Pulse Magazine is a student lifestyle publication covering culture, creativity, and campus life. I contributed selected spreads and illustrations across multiple issues—each one offering a chance to explore layout, typography, and storytelling in print.
My role focused on designing individual features and sections that aligned with the tone of each article. These pieces reflect my love of editorial design and my interest in using layout, color, and hierarchy to shape how stories are experienced on the page.
The Filtered Face
Digital magazine cover titled "The Filtered Face" featuring a portrait of a young woman edited with a face-altering app. The image is split down the middle to show a dramatic before-and-after comparison of unretouched and retouched facial features. Text at the top notes the changes were made in under 15 minutes using the FaceTune app. Designed by Isabelle Grotting, the cover critiques beauty standards and the impact of social media filters.
This feature spread explores the psychological impact of beauty filters and digital editing on self-image in the age of social media. Highlighting how editing tools like FaceTune can dramatically alter facial features in under 15 minutes, the article examines how routine exposure to altered images reshapes users’ perceptions of beauty and self-worth. From the normalization of Eurocentric standards to the rise of body dysmorphic disorder among teens, the spread calls attention to the often-overlooked consequences of constantly curating one’s face to fit algorithmic ideals.
Rotating spreads from ‘The Filtered Face,’ a multi-page editorial layout exploring the impact of social media filters on self-perception and mental health. Designed using overlapping transparencies, color gradients, and altered portraits to visually reflect themes of digital distortion, identity, and insecurity.

Editorial spread for The Filtered Face, a feature on how filter apps like FaceTune distort beauty standards. Designed with layered transparencies and manipulated portraits to echo the emotional and visual distortion young people navigate online.

The design concept mirrors the distortion and duality created by filters—using overlapping transparencies, color gradients, and manipulated portraits to visually echo the article’s themes of digital perfection versus lived reality. Layout and visual pacing were crafted to balance emotional resonance with clarity, supporting a narrative that questions how editing tools shape modern identity.
Redefining Rape
Portrait of a woman standing against a black background with powerful statistics on sexual assault hand-lettered across her skin in bold black ink. Text includes phrases like “two-thirds of college students experience sexual harassment” and “less than half of all rapes are reported,” visually confronting societal misconceptions about rape. The image is part of a photo-illustration series titled “Redefining Rape” for PULSE magazine.

Opening image from the “Redefining Rape” photo-illustration series for PULSE magazine. Designed to challenge harmful myths around sexual assault, this collaboration with a photographer and creative director features hand-lettered statistics painted directly onto the body—merging data and design to amplify urgency and truth.

This photo-illustration series was created for a feature titled Redefining Rape, which aimed to confront misconceptions about sexual assault through striking visual storytelling. Developed in collaboration with a photographer and creative director, the project used hand-lettered statistics painted directly onto the body to amplify the article’s urgent message. 
The series was a nominee for the Society of Professional Journalists’ “Mark of Excellence” Awards and contributed to the issue winning Best Feature Magazine at the 2019 ACP Conference in La Jolla, CA.
The Bechdel Test
Originally introduced by cartoonist Alison Bechdel, the Bechdel Test is a three-part measure of female representation in film: a movie must feature at least two named women who talk to each other about something other than a man. 
Editorial illustration depicting four animated female characters of varying appearances gathered in a cozy, warmly lit living room. They’re seated with popcorn and drinks while watching a television off-screen, referencing a discussion of media. The visual supports a feature on the Bechdel Test, using a soft cartoon style and symbolic setting to explore themes of representation in film.
Editorial illustration for a feature on the Bechdel Test in Pulse Magazine
This editorial feature examined the cultural relevance and limitations of the test through student perspectives and film critiques. The layout used a warm, illustrative style and editorial hierarchy to draw readers in, while the character-driven visual concept reinforces the article’s conversational tone and makes the topic approachable for a campus audience.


* [Problem statement]: An exact copy of every entry is needed, with no images.

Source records
---+---
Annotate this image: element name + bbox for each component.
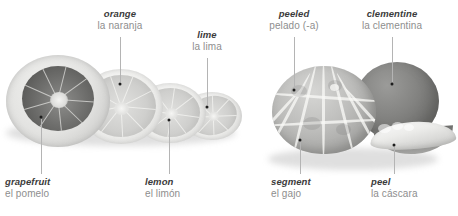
callout-grapefruit-es: el pomelo (5, 188, 50, 200)
callout-peel-es: la cáscara (371, 188, 418, 200)
leader-peeled (294, 37, 295, 88)
marker-peeled (293, 89, 296, 92)
leader-lemon (169, 122, 170, 174)
callout-segment: segment el gajo (271, 176, 311, 200)
callout-lemon-es: el limón (145, 188, 180, 200)
leader-lime (207, 58, 208, 105)
callout-lemon-en: lemon (145, 176, 180, 187)
callout-segment-en: segment (271, 176, 311, 187)
callout-grapefruit-en: grapefruit (5, 176, 50, 187)
marker-orange (119, 83, 122, 86)
leader-peel (394, 147, 395, 174)
callout-peeled: peeled pelado (-a) (269, 8, 318, 32)
callout-lime: lime la lima (192, 29, 222, 53)
callout-orange-en: orange (98, 8, 143, 19)
leader-orange (120, 37, 121, 82)
leader-grapefruit (41, 119, 42, 174)
leader-clementine (392, 37, 393, 82)
callout-orange: orange la naranja (98, 8, 143, 32)
marker-clementine (391, 83, 394, 86)
callout-peeled-en: peeled (269, 8, 318, 19)
callout-peel: peel la cáscara (371, 176, 418, 200)
figure-canvas: orange la naranja lime la lima peeled pe… (0, 0, 458, 216)
callout-clementine: clementine la clementina (362, 8, 422, 32)
callout-grapefruit: grapefruit el pomelo (5, 176, 50, 200)
callout-lime-en: lime (192, 29, 222, 40)
callout-orange-es: la naranja (98, 20, 143, 32)
callout-peeled-es: pelado (-a) (269, 20, 318, 32)
leader-segment (300, 142, 301, 174)
callout-clementine-es: la clementina (362, 20, 422, 32)
callout-lemon: lemon el limón (145, 176, 180, 200)
callout-segment-es: el gajo (271, 188, 311, 200)
callout-peel-en: peel (371, 176, 418, 187)
callout-lime-es: la lima (192, 41, 222, 53)
marker-lime (206, 106, 209, 109)
callout-clementine-en: clementine (362, 8, 422, 19)
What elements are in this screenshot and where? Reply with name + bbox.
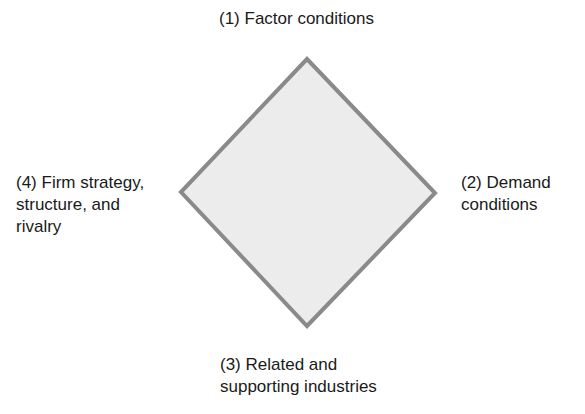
firm-strategy-line3: rivalry — [16, 216, 144, 238]
diamond-shape — [181, 59, 435, 326]
firm-strategy-label: (4) Firm strategy, structure, and rivalr… — [16, 172, 144, 238]
firm-strategy-line1: (4) Firm strategy, — [16, 172, 144, 194]
demand-conditions-line1: (2) Demand — [461, 172, 551, 194]
demand-conditions-label: (2) Demand conditions — [461, 172, 551, 216]
factor-conditions-line1: (1) Factor conditions — [219, 8, 374, 30]
firm-strategy-line2: structure, and — [16, 194, 144, 216]
demand-conditions-line2: conditions — [461, 194, 551, 216]
related-industries-line2: supporting industries — [220, 376, 377, 398]
related-industries-label: (3) Related and supporting industries — [220, 354, 377, 398]
related-industries-line1: (3) Related and — [220, 354, 377, 376]
factor-conditions-label: (1) Factor conditions — [219, 8, 374, 30]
---+---
* [Problem solution]:
Annotate this image: element name + bbox for each component.
callout-grapefruit-es: el pomelo (5, 188, 50, 200)
callout-peel-es: la cáscara (371, 188, 418, 200)
leader-peeled (294, 37, 295, 88)
marker-peeled (293, 89, 296, 92)
leader-lemon (169, 122, 170, 174)
callout-segment: segment el gajo (271, 176, 311, 200)
callout-lemon-es: el limón (145, 188, 180, 200)
leader-lime (207, 58, 208, 105)
callout-lemon-en: lemon (145, 176, 180, 187)
callout-segment-en: segment (271, 176, 311, 187)
callout-grapefruit-en: grapefruit (5, 176, 50, 187)
marker-orange (119, 83, 122, 86)
leader-peel (394, 147, 395, 174)
callout-peeled: peeled pelado (-a) (269, 8, 318, 32)
callout-lime: lime la lima (192, 29, 222, 53)
callout-orange-en: orange (98, 8, 143, 19)
leader-orange (120, 37, 121, 82)
leader-grapefruit (41, 119, 42, 174)
leader-clementine (392, 37, 393, 82)
callout-orange: orange la naranja (98, 8, 143, 32)
marker-clementine (391, 83, 394, 86)
callout-peeled-en: peeled (269, 8, 318, 19)
callout-peel: peel la cáscara (371, 176, 418, 200)
figure-canvas: orange la naranja lime la lima peeled pe… (0, 0, 458, 216)
callout-clementine: clementine la clementina (362, 8, 422, 32)
callout-grapefruit: grapefruit el pomelo (5, 176, 50, 200)
callout-lime-en: lime (192, 29, 222, 40)
callout-orange-es: la naranja (98, 20, 143, 32)
callout-peeled-es: pelado (-a) (269, 20, 318, 32)
leader-segment (300, 142, 301, 174)
callout-clementine-es: la clementina (362, 20, 422, 32)
callout-lemon: lemon el limón (145, 176, 180, 200)
callout-segment-es: el gajo (271, 188, 311, 200)
callout-peel-en: peel (371, 176, 418, 187)
callout-lime-es: la lima (192, 41, 222, 53)
marker-lime (206, 106, 209, 109)
callout-clementine-en: clementine (362, 8, 422, 19)
What elements are in this screenshot and where? Reply with name + bbox.
firm-strategy-line3: rivalry — [16, 216, 144, 238]
diamond-shape — [181, 59, 435, 326]
firm-strategy-label: (4) Firm strategy, structure, and rivalr… — [16, 172, 144, 238]
firm-strategy-line1: (4) Firm strategy, — [16, 172, 144, 194]
demand-conditions-line1: (2) Demand — [461, 172, 551, 194]
demand-conditions-label: (2) Demand conditions — [461, 172, 551, 216]
factor-conditions-line1: (1) Factor conditions — [219, 8, 374, 30]
firm-strategy-line2: structure, and — [16, 194, 144, 216]
demand-conditions-line2: conditions — [461, 194, 551, 216]
related-industries-line2: supporting industries — [220, 376, 377, 398]
related-industries-label: (3) Related and supporting industries — [220, 354, 377, 398]
related-industries-line1: (3) Related and — [220, 354, 377, 376]
factor-conditions-label: (1) Factor conditions — [219, 8, 374, 30]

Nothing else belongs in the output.